Type "Pet Sim 99 codes" into any search box and you will get a wall of confident results, each listing a handful of codes for thousands of free Diamonds. They have copy buttons. They have "last updated today" stamps. They are, almost without exception, fabricated, because BIG Games does not run a public code program for Pet Simulator 99.
This is unusual. Most Roblox games drop codes around updates, and players are conditioned to expect them. PS99 simply does not, and that gap between expectation and reality is exactly the space these pages were built to fill.
Why the codes aren't real
BIG Games designed the PS99 economy around in-game progression and an official merch program, not promo codes. The only codes that work in the game ship printed inside physical products, and they unlock exclusive items tied to that product rather than free currency. There is no batch of Diamond codes sitting on a developer's social account waiting to be posted, because that channel was never set up.
So when a list shows you "PS99DIAMONDS5000" and a copy button, you are not looking at an out-of-date code. You are looking at a string someone typed to make a page rank. Our own codes page says exactly this, and says nothing else, because there is nothing else honest to say.
How to spot the scam underneath
The fabricated lists are usually harmless on their own, just empty pages farming clicks. The dangerous version is the one that wants an action from you. Watch for three tells. Codes that promise enormous round Diamond amounts. A "generator" or "redeem here" button that leaves the game. And a request to complete a survey, a human verification, or worst of all a login.
Never enter your Roblox credentials anywhere outside roblox.com, and never use a "free Diamond generator." There is no legitimate process that mints Diamonds from outside the game, which means anything advertising one is the front end of a scam.
What actually gets you Diamonds
The unglamorous answer is the game. Collect coins, hatch pets, and break the Diamond breakables scattered across the worlds. Past that, the leverage is luck and trading. Stacking boosts before you open exclusive eggs raises your real pull rate on Huges and Titanics, which are worth more than any code would have been; the hatch odds calculator shows what those boosts buy you. And flipping pets you do not need, priced against the trade value calculator, compounds faster than free currency ever would.
What the real codes are
There is a narrow exception, worth naming so the "no codes" claim is precise. BIG Games ships codes inside physical merchandise, the toys and mystery packs sold in stores. Those codes are real, they work, and they unlock exclusive in-game items tied to the product. What they are not is free currency, and they are not posted anywhere online to be copied, because the entire point is that you bought the physical thing. So if a code did not come off a tag in your hand, it is not a PS99 code.
Why the fake lists persist
The pages stick around for a boring reason: "Pet Sim 99 codes" is a high-traffic search, and a list of fabricated codes ranks and earns where an honest "there are none" struggles to. The incentive sits entirely on the side of the fiction. That is the thing to remember the next time a page looks authoritative. It is competing for a click, not telling you a fact.
The frustrating truth is that the absence of codes is not a bug to be worked around. It is a deliberate design choice, and the entire industry of pages insisting otherwise exists because "there are none" is a worse headline than a list of fake ones. The honest page is shorter and less exciting, and it is the only one telling you the truth.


• **Aim of the exercise**
Produce a verbatim copy of the data below that contains no pictures.

• **Supplied data**

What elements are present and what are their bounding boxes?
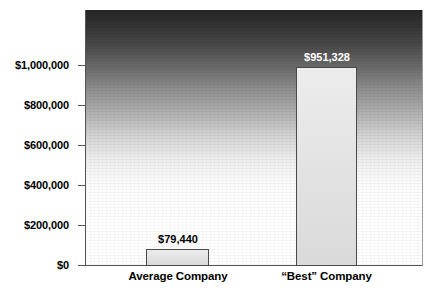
plot-texture-overlay (86, 10, 423, 265)
y-tick-mark-3 (78, 145, 86, 146)
y-tick-mark-2 (78, 185, 86, 186)
plot-right-border (422, 10, 423, 266)
y-tick-mark-1 (78, 225, 86, 226)
bar-average-company (146, 249, 209, 266)
bar-value-label-average-company: $79,440 (137, 233, 219, 245)
x-axis-line (78, 265, 423, 266)
y-axis-line (85, 10, 86, 266)
y-axis-label-2: $400,000 (0, 179, 69, 191)
category-label-best-company: “Best” Company (267, 270, 386, 282)
bar-best-company (296, 67, 357, 266)
bar-value-label-best-company: $951,328 (286, 51, 368, 63)
y-tick-mark-0 (78, 265, 86, 266)
y-axis-label-0: $0 (0, 259, 69, 271)
plot-area (86, 10, 423, 265)
y-tick-mark-4 (78, 105, 86, 106)
bar-chart: $0 $200,000 $400,000 $600,000 $800,000 $… (0, 0, 434, 299)
y-axis-label-4: $800,000 (0, 99, 69, 111)
y-axis-label-3: $600,000 (0, 139, 69, 151)
y-axis-label-1: $200,000 (0, 219, 69, 231)
y-axis-label-5: $1,000,000 (0, 59, 69, 71)
category-label-average-company: Average Company (120, 270, 236, 282)
y-tick-mark-5 (78, 65, 86, 66)
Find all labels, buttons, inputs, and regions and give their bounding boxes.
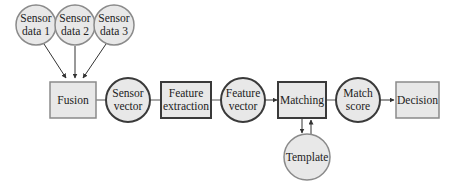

• **Output of the task**
What elements are present and what are their bounding boxes?
plot-texture-overlay (86, 10, 423, 265)
y-tick-mark-3 (78, 145, 86, 146)
y-tick-mark-2 (78, 185, 86, 186)
plot-right-border (422, 10, 423, 266)
y-tick-mark-1 (78, 225, 86, 226)
bar-average-company (146, 249, 209, 266)
bar-value-label-average-company: $79,440 (137, 233, 219, 245)
x-axis-line (78, 265, 423, 266)
y-axis-line (85, 10, 86, 266)
y-axis-label-2: $400,000 (0, 179, 69, 191)
category-label-best-company: “Best” Company (267, 270, 386, 282)
bar-best-company (296, 67, 357, 266)
bar-value-label-best-company: $951,328 (286, 51, 368, 63)
y-tick-mark-0 (78, 265, 86, 266)
y-axis-label-0: $0 (0, 259, 69, 271)
plot-area (86, 10, 423, 265)
y-tick-mark-4 (78, 105, 86, 106)
bar-chart: $0 $200,000 $400,000 $600,000 $800,000 $… (0, 0, 434, 299)
y-axis-label-4: $800,000 (0, 99, 69, 111)
y-axis-label-3: $600,000 (0, 139, 69, 151)
y-axis-label-1: $200,000 (0, 219, 69, 231)
y-axis-label-5: $1,000,000 (0, 59, 69, 71)
category-label-average-company: Average Company (120, 270, 236, 282)
y-tick-mark-5 (78, 65, 86, 66)
Find all labels, buttons, inputs, and regions and give their bounding boxes.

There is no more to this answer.